Sunday, October 6, 2013

The way we organize our lives


Very often centers around what's happening in it at the time.

For me it's having things to organize the cancer stuff. This phrase alone makes me roll my eyes a bit. I promise you. And of course me being me I resisted this idea at first. Not being organized rather resisting giving more space to this frustrating all encompassing disease. However the situation at hand doesn't allow anything else. In all my other ways in life I do my best to not let chaos and disorder ruin my flow and movement so it must be applied here. Just a little odd, that's all. 

 Happily I can say that all appointments with my Doctors and related visits are confirmed through email. I read it, send an email to my daughter to calendar it for the family to stay updated and in it goes to my cancer email folder. Although sheepishly I admit it has a bad word before it with an arrow pointing at the word cancer. I created the folder on a day when I was feeling overwhelmed and not all together. I recall punching the keys on my keyboard a little harder than needed when typing in that folder description. It does make me smile sometimes now when I see it. Judge me not for it's my only form of allowed rebellion and a way to show my dislike of the whole situation without screaming for 5 full minutes in a row while kicking my feet on the ground. Without interruption. Hey, I never said having cancer would mature me anymore. 

So now I have a cancer bag that I put all my reports, receipts, films and my notebook for questions that I cart around almost everyday. I'm in fear of running to an important appointment not able to present what's needed, thus failing to get the information to take the next step. I tried at first to make it just a cancer folder. I chose a nice clean white one. Practicality and functionality forced that right out the window. Hence the bag. 

I even have a cancer pen. You know that goes in the bag. To avoid fumbling around when I need to jot down my info at a moments notice. But still. It's a cancer pen.

It might all seem normal to anyone else. Right? We organize and label according to our life at the moment. And eventually it will to me. Maybe. It's just I often find myself stuck between two places. One is a functioning normal person processing tough things at a terribly difficult time. Calmly positively moving in the direction I need to fight this and get back to my normal self (will I ever be normal again I wonder). Another is a person who wants to quit this ridiculous job of fighting cancer throwing my keys on the desk and walk away while mumbling this isn't me, you've made a mistake. 

So organizing, filing and labeling provides a small illusion of order and control on an extremely fast moving train. That job? I'll accept it.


(YOUR ASSIGNMENT) Go through the listing below and gather every line with the word "revise".

►

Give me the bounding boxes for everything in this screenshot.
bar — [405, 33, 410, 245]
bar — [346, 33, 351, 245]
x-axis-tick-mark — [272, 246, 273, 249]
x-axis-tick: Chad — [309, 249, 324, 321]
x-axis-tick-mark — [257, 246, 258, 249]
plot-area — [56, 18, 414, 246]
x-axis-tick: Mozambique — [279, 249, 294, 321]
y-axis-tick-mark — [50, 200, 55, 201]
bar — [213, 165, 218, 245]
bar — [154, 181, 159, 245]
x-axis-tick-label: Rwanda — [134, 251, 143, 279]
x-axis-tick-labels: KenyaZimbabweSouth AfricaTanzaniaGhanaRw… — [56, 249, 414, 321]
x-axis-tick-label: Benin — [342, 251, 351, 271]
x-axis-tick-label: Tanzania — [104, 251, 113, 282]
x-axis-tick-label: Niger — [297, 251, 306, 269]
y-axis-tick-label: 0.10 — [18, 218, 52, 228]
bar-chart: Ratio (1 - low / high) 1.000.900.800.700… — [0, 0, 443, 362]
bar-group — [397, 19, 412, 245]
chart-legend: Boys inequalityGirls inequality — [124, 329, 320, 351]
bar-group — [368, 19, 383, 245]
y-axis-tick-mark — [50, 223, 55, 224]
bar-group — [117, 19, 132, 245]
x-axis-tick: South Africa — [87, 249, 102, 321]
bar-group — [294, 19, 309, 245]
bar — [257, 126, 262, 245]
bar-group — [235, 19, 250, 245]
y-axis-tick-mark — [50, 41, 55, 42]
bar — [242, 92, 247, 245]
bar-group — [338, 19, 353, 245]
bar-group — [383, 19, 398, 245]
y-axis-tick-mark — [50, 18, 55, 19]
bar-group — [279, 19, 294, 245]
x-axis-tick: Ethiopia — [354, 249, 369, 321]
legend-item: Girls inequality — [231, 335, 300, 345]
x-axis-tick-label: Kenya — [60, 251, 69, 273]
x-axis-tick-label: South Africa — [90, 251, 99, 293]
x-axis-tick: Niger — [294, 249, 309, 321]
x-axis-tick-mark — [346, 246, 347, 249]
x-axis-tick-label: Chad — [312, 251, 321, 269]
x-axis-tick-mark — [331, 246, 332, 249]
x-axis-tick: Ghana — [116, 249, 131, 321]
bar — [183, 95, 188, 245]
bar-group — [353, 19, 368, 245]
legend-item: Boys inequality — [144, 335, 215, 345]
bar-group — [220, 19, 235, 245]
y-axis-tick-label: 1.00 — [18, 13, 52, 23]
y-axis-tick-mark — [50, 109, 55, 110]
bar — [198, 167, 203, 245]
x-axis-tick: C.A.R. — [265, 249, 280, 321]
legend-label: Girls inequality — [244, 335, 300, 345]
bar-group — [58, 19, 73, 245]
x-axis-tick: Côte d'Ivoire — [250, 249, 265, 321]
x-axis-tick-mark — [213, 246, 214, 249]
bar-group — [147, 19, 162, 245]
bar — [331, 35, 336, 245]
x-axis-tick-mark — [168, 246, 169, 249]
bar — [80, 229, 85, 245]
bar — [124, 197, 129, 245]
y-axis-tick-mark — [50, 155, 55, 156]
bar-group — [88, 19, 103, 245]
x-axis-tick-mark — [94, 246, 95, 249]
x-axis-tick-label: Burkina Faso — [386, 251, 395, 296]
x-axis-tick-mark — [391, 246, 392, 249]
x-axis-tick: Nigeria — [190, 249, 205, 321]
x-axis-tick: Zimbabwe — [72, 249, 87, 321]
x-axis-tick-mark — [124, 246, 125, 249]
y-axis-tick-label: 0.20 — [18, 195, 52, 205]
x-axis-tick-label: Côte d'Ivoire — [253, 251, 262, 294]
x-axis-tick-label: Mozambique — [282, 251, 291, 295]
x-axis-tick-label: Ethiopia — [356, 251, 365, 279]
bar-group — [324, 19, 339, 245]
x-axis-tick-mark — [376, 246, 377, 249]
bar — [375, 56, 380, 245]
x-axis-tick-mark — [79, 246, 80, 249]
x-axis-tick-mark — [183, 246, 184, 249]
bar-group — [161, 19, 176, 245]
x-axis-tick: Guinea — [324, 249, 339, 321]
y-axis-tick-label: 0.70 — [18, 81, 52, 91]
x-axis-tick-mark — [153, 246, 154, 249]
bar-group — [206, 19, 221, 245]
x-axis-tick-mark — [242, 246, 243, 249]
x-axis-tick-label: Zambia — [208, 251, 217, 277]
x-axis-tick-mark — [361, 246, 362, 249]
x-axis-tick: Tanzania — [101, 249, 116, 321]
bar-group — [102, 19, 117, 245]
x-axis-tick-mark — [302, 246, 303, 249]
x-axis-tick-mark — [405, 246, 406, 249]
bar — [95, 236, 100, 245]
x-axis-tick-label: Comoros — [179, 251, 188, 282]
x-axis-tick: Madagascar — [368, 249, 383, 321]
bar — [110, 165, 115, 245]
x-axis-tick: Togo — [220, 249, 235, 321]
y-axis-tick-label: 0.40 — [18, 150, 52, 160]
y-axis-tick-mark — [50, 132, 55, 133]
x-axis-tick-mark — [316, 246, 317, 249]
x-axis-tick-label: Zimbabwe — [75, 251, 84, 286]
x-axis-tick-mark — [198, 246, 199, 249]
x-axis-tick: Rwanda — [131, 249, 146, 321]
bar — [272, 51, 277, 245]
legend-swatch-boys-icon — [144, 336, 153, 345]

◄
►

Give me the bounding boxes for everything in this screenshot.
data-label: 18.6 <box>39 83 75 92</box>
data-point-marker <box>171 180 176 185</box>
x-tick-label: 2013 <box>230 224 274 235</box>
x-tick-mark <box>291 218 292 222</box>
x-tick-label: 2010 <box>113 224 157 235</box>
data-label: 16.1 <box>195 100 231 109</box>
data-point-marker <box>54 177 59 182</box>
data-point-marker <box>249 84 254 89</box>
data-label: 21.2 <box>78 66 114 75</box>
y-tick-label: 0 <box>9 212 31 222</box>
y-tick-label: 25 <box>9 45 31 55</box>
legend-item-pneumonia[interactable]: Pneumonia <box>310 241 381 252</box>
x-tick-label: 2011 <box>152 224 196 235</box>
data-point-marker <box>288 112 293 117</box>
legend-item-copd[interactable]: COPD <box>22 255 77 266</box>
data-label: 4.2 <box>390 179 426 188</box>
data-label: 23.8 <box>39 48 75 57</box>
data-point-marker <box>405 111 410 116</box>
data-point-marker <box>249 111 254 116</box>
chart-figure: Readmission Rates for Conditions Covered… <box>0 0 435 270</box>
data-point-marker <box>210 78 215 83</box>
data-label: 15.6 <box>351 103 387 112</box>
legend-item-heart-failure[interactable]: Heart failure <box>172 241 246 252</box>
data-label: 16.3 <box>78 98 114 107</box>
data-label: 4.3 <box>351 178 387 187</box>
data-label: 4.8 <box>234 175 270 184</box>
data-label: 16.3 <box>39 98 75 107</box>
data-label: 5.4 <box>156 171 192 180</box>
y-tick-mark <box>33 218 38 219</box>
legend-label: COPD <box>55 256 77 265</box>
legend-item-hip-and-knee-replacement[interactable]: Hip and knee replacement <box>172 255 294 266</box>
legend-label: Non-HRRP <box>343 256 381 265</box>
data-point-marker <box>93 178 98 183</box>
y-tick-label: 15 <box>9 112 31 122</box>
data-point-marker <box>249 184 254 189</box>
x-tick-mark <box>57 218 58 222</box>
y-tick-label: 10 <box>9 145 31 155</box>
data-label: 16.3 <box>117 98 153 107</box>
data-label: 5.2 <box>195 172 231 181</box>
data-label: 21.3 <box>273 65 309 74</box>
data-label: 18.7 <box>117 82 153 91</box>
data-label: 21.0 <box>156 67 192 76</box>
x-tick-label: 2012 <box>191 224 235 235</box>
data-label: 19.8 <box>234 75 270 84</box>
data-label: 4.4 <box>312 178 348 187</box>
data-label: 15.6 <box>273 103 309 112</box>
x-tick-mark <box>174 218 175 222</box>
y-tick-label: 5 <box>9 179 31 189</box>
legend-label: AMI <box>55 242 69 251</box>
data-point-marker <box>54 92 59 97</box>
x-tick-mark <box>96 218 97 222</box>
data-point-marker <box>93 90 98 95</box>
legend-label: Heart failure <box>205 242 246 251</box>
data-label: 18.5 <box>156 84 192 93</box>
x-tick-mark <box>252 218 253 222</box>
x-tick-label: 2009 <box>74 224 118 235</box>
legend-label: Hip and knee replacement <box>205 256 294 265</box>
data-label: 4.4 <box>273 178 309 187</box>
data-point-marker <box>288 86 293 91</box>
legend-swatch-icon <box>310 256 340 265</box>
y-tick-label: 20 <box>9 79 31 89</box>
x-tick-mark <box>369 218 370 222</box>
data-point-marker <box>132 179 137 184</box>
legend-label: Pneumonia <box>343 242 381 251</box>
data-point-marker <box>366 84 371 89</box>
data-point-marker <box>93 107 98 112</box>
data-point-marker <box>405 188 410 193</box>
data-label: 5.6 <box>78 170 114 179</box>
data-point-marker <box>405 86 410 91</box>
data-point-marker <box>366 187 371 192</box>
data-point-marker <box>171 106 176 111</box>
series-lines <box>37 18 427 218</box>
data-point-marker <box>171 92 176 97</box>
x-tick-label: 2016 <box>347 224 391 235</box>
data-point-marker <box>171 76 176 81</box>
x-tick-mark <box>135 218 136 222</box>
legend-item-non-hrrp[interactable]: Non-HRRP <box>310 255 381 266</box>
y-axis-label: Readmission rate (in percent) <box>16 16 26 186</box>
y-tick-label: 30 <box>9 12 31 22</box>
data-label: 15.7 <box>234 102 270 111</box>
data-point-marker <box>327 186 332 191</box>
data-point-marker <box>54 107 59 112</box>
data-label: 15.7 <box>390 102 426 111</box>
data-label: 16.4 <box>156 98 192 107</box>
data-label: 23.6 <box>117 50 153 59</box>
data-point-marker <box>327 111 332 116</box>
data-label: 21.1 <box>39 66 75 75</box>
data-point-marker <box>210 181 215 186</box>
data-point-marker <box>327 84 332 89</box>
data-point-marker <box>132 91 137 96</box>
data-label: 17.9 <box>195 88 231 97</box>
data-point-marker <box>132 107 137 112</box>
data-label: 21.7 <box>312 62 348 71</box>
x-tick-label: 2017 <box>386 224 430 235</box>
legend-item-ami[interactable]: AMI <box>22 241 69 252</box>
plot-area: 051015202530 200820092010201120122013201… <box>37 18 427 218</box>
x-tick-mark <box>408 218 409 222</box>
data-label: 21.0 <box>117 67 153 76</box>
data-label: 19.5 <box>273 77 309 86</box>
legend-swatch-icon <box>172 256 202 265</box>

◄
►

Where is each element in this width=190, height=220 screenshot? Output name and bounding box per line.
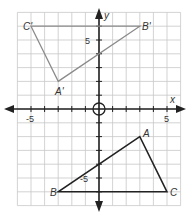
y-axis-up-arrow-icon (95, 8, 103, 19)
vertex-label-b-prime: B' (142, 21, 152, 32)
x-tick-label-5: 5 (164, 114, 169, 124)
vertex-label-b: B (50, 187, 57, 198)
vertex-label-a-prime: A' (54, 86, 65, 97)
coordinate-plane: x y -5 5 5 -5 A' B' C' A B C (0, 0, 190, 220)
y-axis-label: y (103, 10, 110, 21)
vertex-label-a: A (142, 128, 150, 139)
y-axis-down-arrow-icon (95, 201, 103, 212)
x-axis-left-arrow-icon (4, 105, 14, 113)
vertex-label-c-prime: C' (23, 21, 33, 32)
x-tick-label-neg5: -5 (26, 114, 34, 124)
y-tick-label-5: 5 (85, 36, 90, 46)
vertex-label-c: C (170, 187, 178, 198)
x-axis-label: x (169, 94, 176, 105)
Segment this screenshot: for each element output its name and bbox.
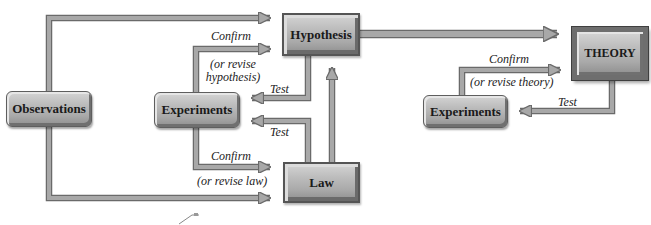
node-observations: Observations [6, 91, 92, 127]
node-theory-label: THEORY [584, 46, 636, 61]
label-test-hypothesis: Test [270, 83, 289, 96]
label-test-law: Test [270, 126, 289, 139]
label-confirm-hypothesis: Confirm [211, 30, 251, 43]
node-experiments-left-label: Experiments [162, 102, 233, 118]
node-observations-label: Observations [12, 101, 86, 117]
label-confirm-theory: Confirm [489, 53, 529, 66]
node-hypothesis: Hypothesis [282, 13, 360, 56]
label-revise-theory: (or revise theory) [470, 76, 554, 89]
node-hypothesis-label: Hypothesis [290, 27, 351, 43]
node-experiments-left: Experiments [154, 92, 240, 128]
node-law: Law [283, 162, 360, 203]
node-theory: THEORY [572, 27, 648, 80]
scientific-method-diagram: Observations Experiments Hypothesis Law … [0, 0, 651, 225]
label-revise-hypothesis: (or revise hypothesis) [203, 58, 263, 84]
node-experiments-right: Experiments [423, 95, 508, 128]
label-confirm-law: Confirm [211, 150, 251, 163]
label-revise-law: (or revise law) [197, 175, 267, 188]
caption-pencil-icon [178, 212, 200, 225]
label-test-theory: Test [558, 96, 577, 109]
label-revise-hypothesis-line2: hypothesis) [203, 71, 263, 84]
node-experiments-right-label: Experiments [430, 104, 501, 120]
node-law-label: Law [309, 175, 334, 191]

◄

(TASK OUTPUT)
label-revise-theory: (or revise theory) [470, 76, 554, 89]
label-revise-hypothesis: (or revise hypothesis) [203, 58, 263, 84]
label-revise-law: (or revise law) [197, 175, 267, 188]
label-revise-hypothesis-line2: hypothesis) [203, 71, 263, 84]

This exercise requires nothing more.